Mining Multidimensional Association Rules
Introduction:
Using Static Discretization of Quantitative Attributes: Quantitative attributes, in this case, are discretized before mining using predefined concept hierarchies or data discretization techniques, where numeric values are replaced by interval labels. Categorical attributes may also be generalized to higher conceptual levels if desired.
If the resulting task-relevant data are stored in a relational table, then any of the frequent itemset mining algorithms we have discussed can be modified easily so as to find all frequent predicate sets rather than frequent itemsets. In particular, instead of searching on only one attribute like buys, we need to search through all of the relevant attributes, treating each attribute-value pair as an itemset.
Alternatively, the transformed multidimensional data may be used to construct a data cube. Data cubes are well suited for the mining of multidimensional association rules: They store aggregates (such as counts), in multidimensional space, which is essential for computing the support and confidence of multidimensional association rules. The cells of an n-dimensional cuboid can be used to store the support counts of the corresponding n-predicate sets. The base cuboid aggregates the task-relevant data by age, income, and buys; the 2-D cuboid, (age, income), aggregates by age and income, and so on; the 0-D (apex) cuboid contains the total number of transactions in the task-relevant data.
Due to the ever-increasing use of data warehouse and OLAP technology, it is possible that a data cube containing the dimensions that are of interest to the user may already exist, fully materialized. If this is the case, we can simply fetch the corresponding aggregate values and return the rules needed using a rule generation algorithm (Section 5.2.2). Notice that even in this case, the Apriori property can still be used to prune the search space. If a given k-predicate set has support sup, which does not satisfy minimum support, then further exploration of this set should be terminated. This is because any more specialized version of the k-itemset will have support no greater that sup and, therefore, will not satisfy minimum support either. In cases where no relevant data cube exists for the mining task, we must create one on the fly. This becomes an iceberg cube computation problem, where the minimum support threshold is taken as the iceberg condition.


(YOUR TASK):
Scan the data for lines with "screenshot" and report the count by itself.
::::
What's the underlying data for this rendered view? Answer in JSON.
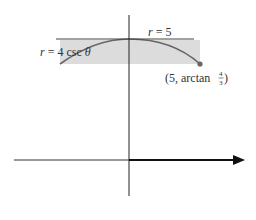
{
  "diagram": {
    "labels": {
      "line_label_var": "r",
      "line_label_eq": " = 5",
      "curve_label_var": "r",
      "curve_label_eq": " = 4 csc ",
      "curve_label_theta": "θ",
      "point_label_prefix": "(5, arctan ",
      "point_label_num": "4",
      "point_label_den": "3",
      "point_label_suffix": ")"
    },
    "colors": {
      "axis": "#222222",
      "line": "#444444",
      "curve": "#666666",
      "shade": "#dcdcdc",
      "point": "#666666",
      "text": "#333333"
    }
  }
}
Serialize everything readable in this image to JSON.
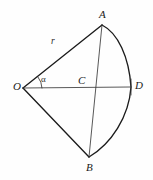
{
  "figure": {
    "kind": "geometry-diagram",
    "background_color": "#fefefe",
    "stroke_color": "#1b1b1b",
    "thin_stroke_color": "#3a3a3a",
    "labels": {
      "point_a": "A",
      "point_b": "B",
      "point_c": "C",
      "point_d": "D",
      "point_o": "O",
      "radius": "r",
      "angle": "α"
    },
    "points": {
      "O": {
        "x": 23,
        "y": 88
      },
      "A": {
        "x": 102,
        "y": 25
      },
      "B": {
        "x": 89,
        "y": 157
      },
      "C": {
        "x": 94,
        "y": 87
      },
      "D": {
        "x": 131,
        "y": 87
      }
    },
    "segments": [
      {
        "name": "radius-OA",
        "from": "O",
        "to": "A",
        "weight": "thick"
      },
      {
        "name": "radius-OB",
        "from": "O",
        "to": "B",
        "weight": "thick"
      },
      {
        "name": "axis-OD",
        "from": "O",
        "to": "D",
        "weight": "thin"
      },
      {
        "name": "chord-AB",
        "from": "A",
        "to": "B",
        "weight": "thin"
      }
    ],
    "arcs": [
      {
        "name": "sector-arc-ADB",
        "from": "A",
        "through": "D",
        "to": "B",
        "weight": "thick"
      },
      {
        "name": "angle-mark-at-O",
        "center": "O",
        "radius": 19,
        "weight": "thin"
      }
    ]
  }
}
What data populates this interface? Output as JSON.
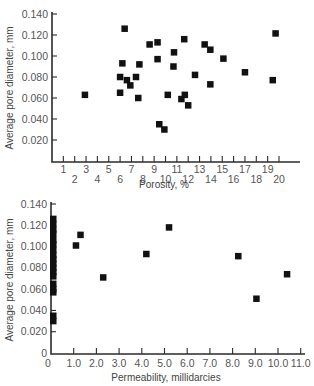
{
  "chart_data": [
    {
      "id": "porosity",
      "type": "scatter",
      "title": "",
      "xlabel": "Porosity, %",
      "ylabel": "Average pore diameter, mm",
      "xlim": [
        0,
        21
      ],
      "ylim": [
        0,
        0.14
      ],
      "grid": false,
      "legend": "none",
      "xticks": [
        1,
        2,
        3,
        4,
        5,
        6,
        7,
        8,
        9,
        10,
        11,
        12,
        13,
        14,
        15,
        16,
        17,
        18,
        19,
        20
      ],
      "xtick_labels": [
        "1",
        "2",
        "3",
        "4",
        "5",
        "6",
        "7",
        "8",
        "9",
        "10",
        "11",
        "12",
        "13",
        "14",
        "15",
        "16",
        "17",
        "18",
        "19",
        "20"
      ],
      "yticks": [
        0.02,
        0.04,
        0.06,
        0.08,
        0.1,
        0.12,
        0.14
      ],
      "ytick_labels": [
        "0.020",
        "0.040",
        "0.060",
        "0.080",
        "0.100",
        "0.120",
        "0.140"
      ],
      "marker": "square",
      "marker_color": "#111111",
      "points": [
        {
          "x": 2.9,
          "y": 0.063
        },
        {
          "x": 6.0,
          "y": 0.08
        },
        {
          "x": 6.0,
          "y": 0.065
        },
        {
          "x": 6.2,
          "y": 0.093
        },
        {
          "x": 6.4,
          "y": 0.126
        },
        {
          "x": 6.6,
          "y": 0.077
        },
        {
          "x": 6.9,
          "y": 0.072
        },
        {
          "x": 7.4,
          "y": 0.08
        },
        {
          "x": 7.6,
          "y": 0.06
        },
        {
          "x": 7.7,
          "y": 0.092
        },
        {
          "x": 8.6,
          "y": 0.111
        },
        {
          "x": 9.3,
          "y": 0.097
        },
        {
          "x": 9.3,
          "y": 0.113
        },
        {
          "x": 9.45,
          "y": 0.035
        },
        {
          "x": 9.9,
          "y": 0.03
        },
        {
          "x": 10.2,
          "y": 0.063
        },
        {
          "x": 10.7,
          "y": 0.09
        },
        {
          "x": 10.75,
          "y": 0.1035
        },
        {
          "x": 11.4,
          "y": 0.059
        },
        {
          "x": 11.65,
          "y": 0.116
        },
        {
          "x": 11.7,
          "y": 0.063
        },
        {
          "x": 12.0,
          "y": 0.053
        },
        {
          "x": 12.6,
          "y": 0.082
        },
        {
          "x": 13.45,
          "y": 0.111
        },
        {
          "x": 13.95,
          "y": 0.106
        },
        {
          "x": 13.95,
          "y": 0.073
        },
        {
          "x": 15.1,
          "y": 0.0975
        },
        {
          "x": 17.0,
          "y": 0.0845
        },
        {
          "x": 19.45,
          "y": 0.077
        },
        {
          "x": 19.7,
          "y": 0.1215
        }
      ]
    },
    {
      "id": "permeability",
      "type": "scatter",
      "title": "",
      "xlabel": "Permeability, millidarcies",
      "ylabel": "Average pore diameter, mm",
      "xlim": [
        0,
        11.0
      ],
      "ylim": [
        0,
        0.14
      ],
      "grid": false,
      "legend": "none",
      "xticks": [
        0,
        1.0,
        2.0,
        3.0,
        4.0,
        5.0,
        6.0,
        7.0,
        8.0,
        9.0,
        10.0,
        11.0
      ],
      "xtick_labels": [
        "0",
        "1.0",
        "2.0",
        "3.0",
        "4.0",
        "5.0",
        "6.0",
        "7.0",
        "8.0",
        "9.0",
        "10.0",
        "11.0"
      ],
      "yticks": [
        0,
        0.02,
        0.04,
        0.06,
        0.08,
        0.1,
        0.12,
        0.14
      ],
      "ytick_labels": [
        "0",
        "0.020",
        "0.040",
        "0.060",
        "0.080",
        "0.100",
        "0.120",
        "0.140"
      ],
      "marker": "square",
      "marker_color": "#111111",
      "points": [
        {
          "x": 0.1,
          "y": 0.126
        },
        {
          "x": 0.1,
          "y": 0.121
        },
        {
          "x": 0.1,
          "y": 0.116
        },
        {
          "x": 0.1,
          "y": 0.112
        },
        {
          "x": 0.1,
          "y": 0.106
        },
        {
          "x": 0.1,
          "y": 0.102
        },
        {
          "x": 0.1,
          "y": 0.097
        },
        {
          "x": 0.1,
          "y": 0.092
        },
        {
          "x": 0.1,
          "y": 0.088
        },
        {
          "x": 0.1,
          "y": 0.084
        },
        {
          "x": 0.1,
          "y": 0.08
        },
        {
          "x": 0.1,
          "y": 0.076
        },
        {
          "x": 0.1,
          "y": 0.072
        },
        {
          "x": 0.1,
          "y": 0.065
        },
        {
          "x": 0.1,
          "y": 0.06
        },
        {
          "x": 0.1,
          "y": 0.057
        },
        {
          "x": 0.1,
          "y": 0.035
        },
        {
          "x": 0.1,
          "y": 0.03
        },
        {
          "x": 1.1,
          "y": 0.101
        },
        {
          "x": 1.3,
          "y": 0.111
        },
        {
          "x": 2.3,
          "y": 0.071
        },
        {
          "x": 4.2,
          "y": 0.093
        },
        {
          "x": 5.2,
          "y": 0.118
        },
        {
          "x": 8.25,
          "y": 0.091
        },
        {
          "x": 9.05,
          "y": 0.051
        },
        {
          "x": 10.4,
          "y": 0.074
        }
      ]
    }
  ]
}
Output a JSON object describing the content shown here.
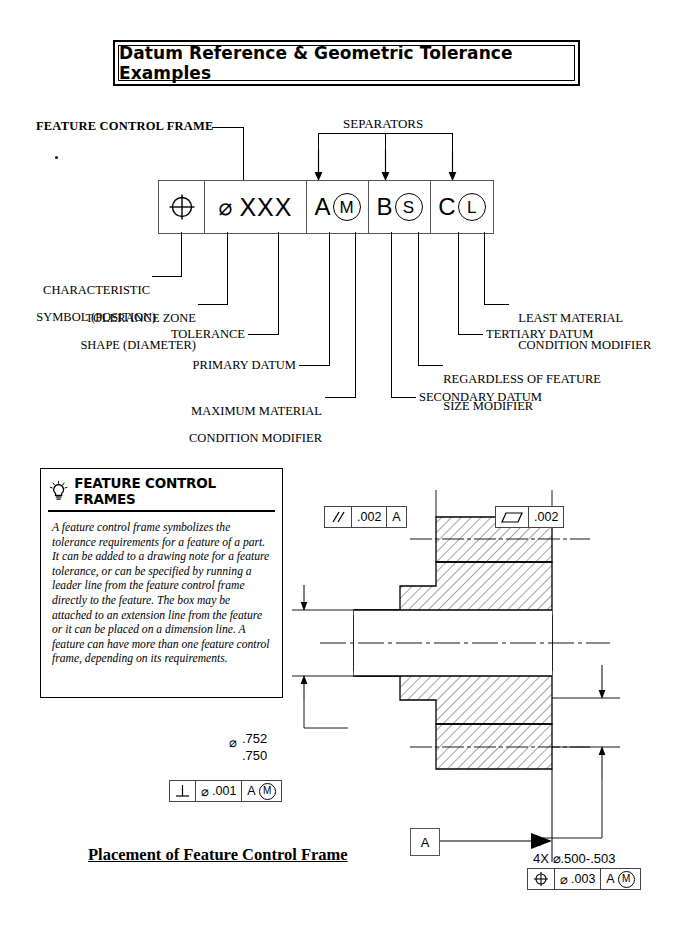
{
  "title": {
    "text": "Datum Reference & Geometric Tolerance Examples"
  },
  "diagram": {
    "top_labels": {
      "feature_control_frame": "FEATURE CONTROL FRAME",
      "separators": "SEPARATORS"
    },
    "frame_cells": {
      "characteristic_symbol": "position-symbol",
      "tolerance_zone_shape": "⌀",
      "tolerance_value": "XXX",
      "primary_datum": "A",
      "primary_modifier": "M",
      "secondary_datum": "B",
      "secondary_modifier": "S",
      "tertiary_datum": "C",
      "tertiary_modifier": "L"
    },
    "callouts": [
      {
        "id": "characteristic-symbol",
        "line1": "CHARACTERISTIC",
        "line2": "SYMBOL (POSITION)"
      },
      {
        "id": "tolerance-zone-shape",
        "line1": "TOLERANCE ZONE",
        "line2": "SHAPE (DIAMETER)"
      },
      {
        "id": "tolerance",
        "line1": "TOLERANCE",
        "line2": ""
      },
      {
        "id": "primary-datum",
        "line1": "PRIMARY DATUM",
        "line2": ""
      },
      {
        "id": "maximum-material-condition-modifier",
        "line1": "MAXIMUM MATERIAL",
        "line2": "CONDITION MODIFIER"
      },
      {
        "id": "secondary-datum",
        "line1": "SECONDARY DATUM",
        "line2": ""
      },
      {
        "id": "regardless-of-feature-size-modifier",
        "line1": "REGARDLESS OF FEATURE",
        "line2": "SIZE MODIFIER"
      },
      {
        "id": "tertiary-datum",
        "line1": "TERTIARY DATUM",
        "line2": ""
      },
      {
        "id": "least-material-condition-modifier",
        "line1": "LEAST MATERIAL",
        "line2": "CONDITION MODIFIER"
      }
    ]
  },
  "info_box": {
    "icon": "lightbulb-icon",
    "heading": "FEATURE CONTROL FRAMES",
    "body": "A feature control frame symbolizes the tolerance requirements for a feature of a part. It can be added to a drawing note for a feature tolerance, or can be specified by running a leader line from the feature control frame directly to the feature. The box may be attached to an extension line from the feature or it can be placed on a dimension line. A feature can have more than one feature control frame, depending on its requirements."
  },
  "drawing": {
    "fcf_parallelism": {
      "symbol": "parallelism-icon",
      "tolerance": ".002",
      "datum": "A"
    },
    "fcf_flatness": {
      "symbol": "flatness-icon",
      "tolerance": ".002"
    },
    "diameter_dimension": {
      "symbol": "⌀",
      "upper": ".752",
      "lower": ".750"
    },
    "fcf_perpendicularity": {
      "symbol": "perpendicularity-icon",
      "diameter": "⌀",
      "tolerance": ".001",
      "datum": "A",
      "modifier": "M"
    },
    "datum_feature": {
      "letter": "A"
    },
    "hole_note": "4X  ⌀.500-.503",
    "fcf_position": {
      "symbol": "position-icon",
      "diameter": "⌀",
      "tolerance": ".003",
      "datum": "A",
      "modifier": "M"
    }
  },
  "bottom_title": {
    "text": "Placement of Feature Control Frame"
  },
  "colors": {
    "ink": "#000000",
    "line": "#555555",
    "paper": "#ffffff"
  }
}
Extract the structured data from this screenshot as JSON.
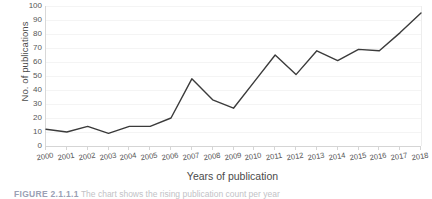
{
  "figure": {
    "caption_label": "FIGURE 2.1.1.1",
    "caption_text": "The chart shows the rising publication count per year"
  },
  "chart_data": {
    "type": "line",
    "title": "",
    "xlabel": "Years of publication",
    "ylabel": "No. of publications",
    "categories": [
      "2000",
      "2001",
      "2002",
      "2003",
      "2004",
      "2005",
      "2006",
      "2007",
      "2008",
      "2009",
      "2010",
      "2011",
      "2012",
      "2013",
      "2014",
      "2015",
      "2016",
      "2017",
      "2018"
    ],
    "values": [
      12,
      10,
      14,
      9,
      14,
      14,
      20,
      48,
      33,
      27,
      46,
      65,
      51,
      68,
      61,
      69,
      68,
      81,
      95
    ],
    "ylim": [
      0,
      100
    ],
    "ytick_labels": [
      "100",
      "90",
      "80",
      "70",
      "60",
      "50",
      "40",
      "30",
      "20",
      "10",
      "0"
    ],
    "ytick_values": [
      100,
      90,
      80,
      70,
      60,
      50,
      40,
      30,
      20,
      10,
      0
    ],
    "ystep": 10,
    "grid": true,
    "legend": false,
    "line_color": "#3b3b3b",
    "grid_color": "#f4f4f4",
    "axis_color": "#d5d5d5",
    "background": "#ffffff"
  }
}
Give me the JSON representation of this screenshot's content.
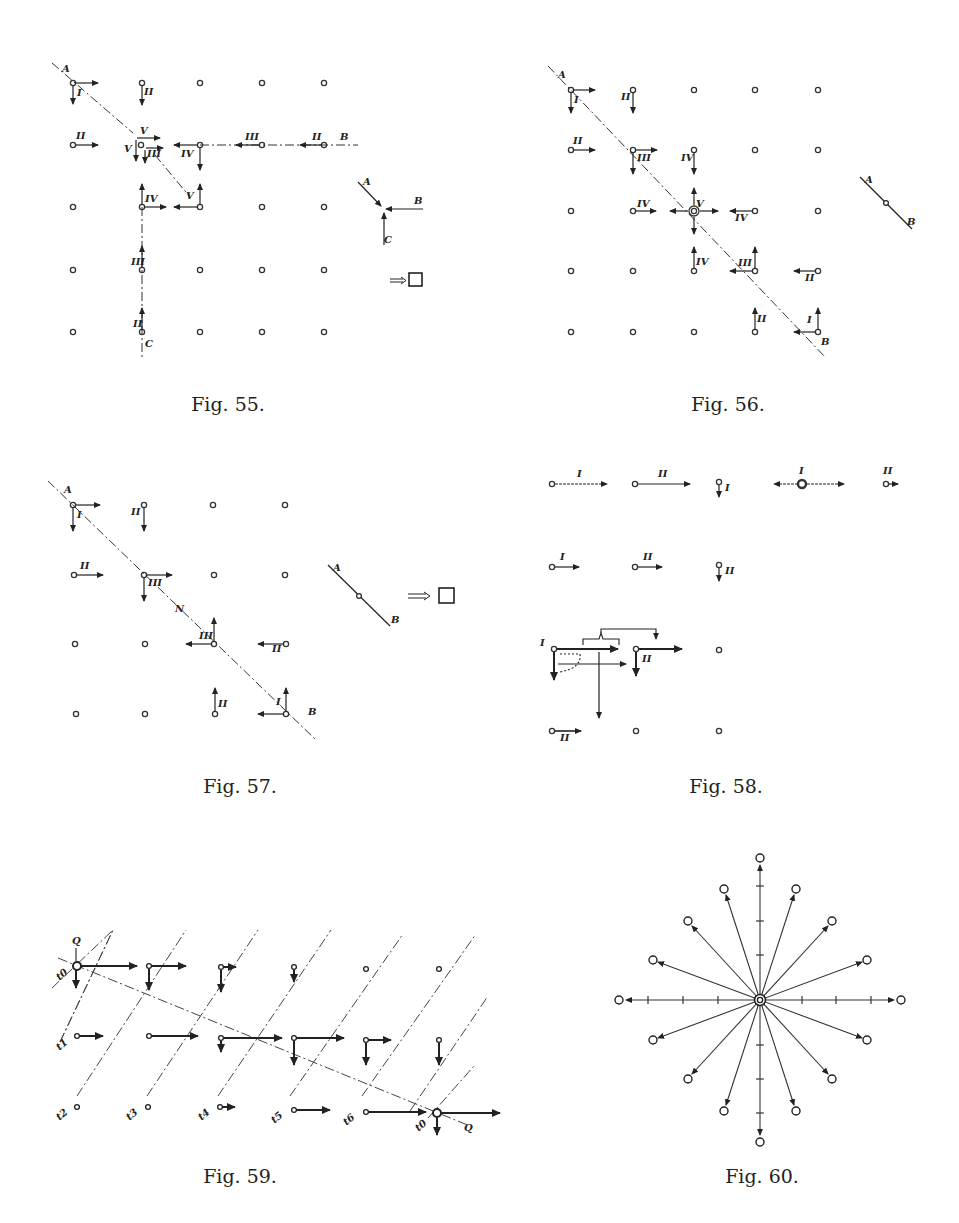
{
  "page": {
    "header_fragment": "",
    "figures": [
      {
        "id": "fig55",
        "caption": "Fig. 55.",
        "labels": [
          "A",
          "I",
          "II",
          "II",
          "V",
          "V",
          "III",
          "IV",
          "III",
          "II",
          "B",
          "IV",
          "V",
          "III",
          "II",
          "C",
          "A",
          "B",
          "C"
        ]
      },
      {
        "id": "fig56",
        "caption": "Fig. 56.",
        "labels": [
          "A",
          "I",
          "II",
          "II",
          "III",
          "IV",
          "IV",
          "V",
          "IV",
          "IV",
          "III",
          "II",
          "II",
          "I",
          "B",
          "A",
          "B"
        ]
      },
      {
        "id": "fig57",
        "caption": "Fig. 57.",
        "labels": [
          "A",
          "I",
          "II",
          "II",
          "III",
          "N",
          "III",
          "II",
          "II",
          "I",
          "B",
          "A",
          "B"
        ]
      },
      {
        "id": "fig58",
        "caption": "Fig. 58.",
        "labels": [
          "I",
          "II",
          "I",
          "I",
          "II",
          "I",
          "II",
          "II",
          "I",
          "II",
          "II"
        ]
      },
      {
        "id": "fig59",
        "caption": "Fig. 59.",
        "labels": [
          "Q",
          "t0",
          "t1",
          "t2",
          "t3",
          "t4",
          "t5",
          "t6",
          "t0",
          "Q"
        ]
      },
      {
        "id": "fig60",
        "caption": "Fig. 60.",
        "labels": []
      }
    ]
  }
}
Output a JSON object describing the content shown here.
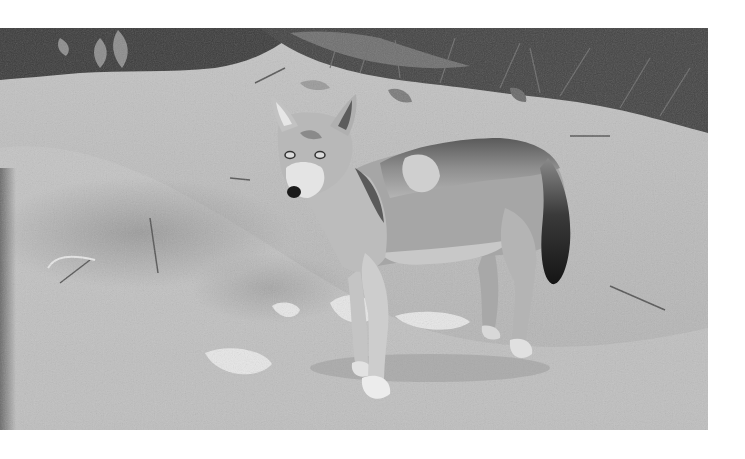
::::
(RESULT OF THIS TASK):
2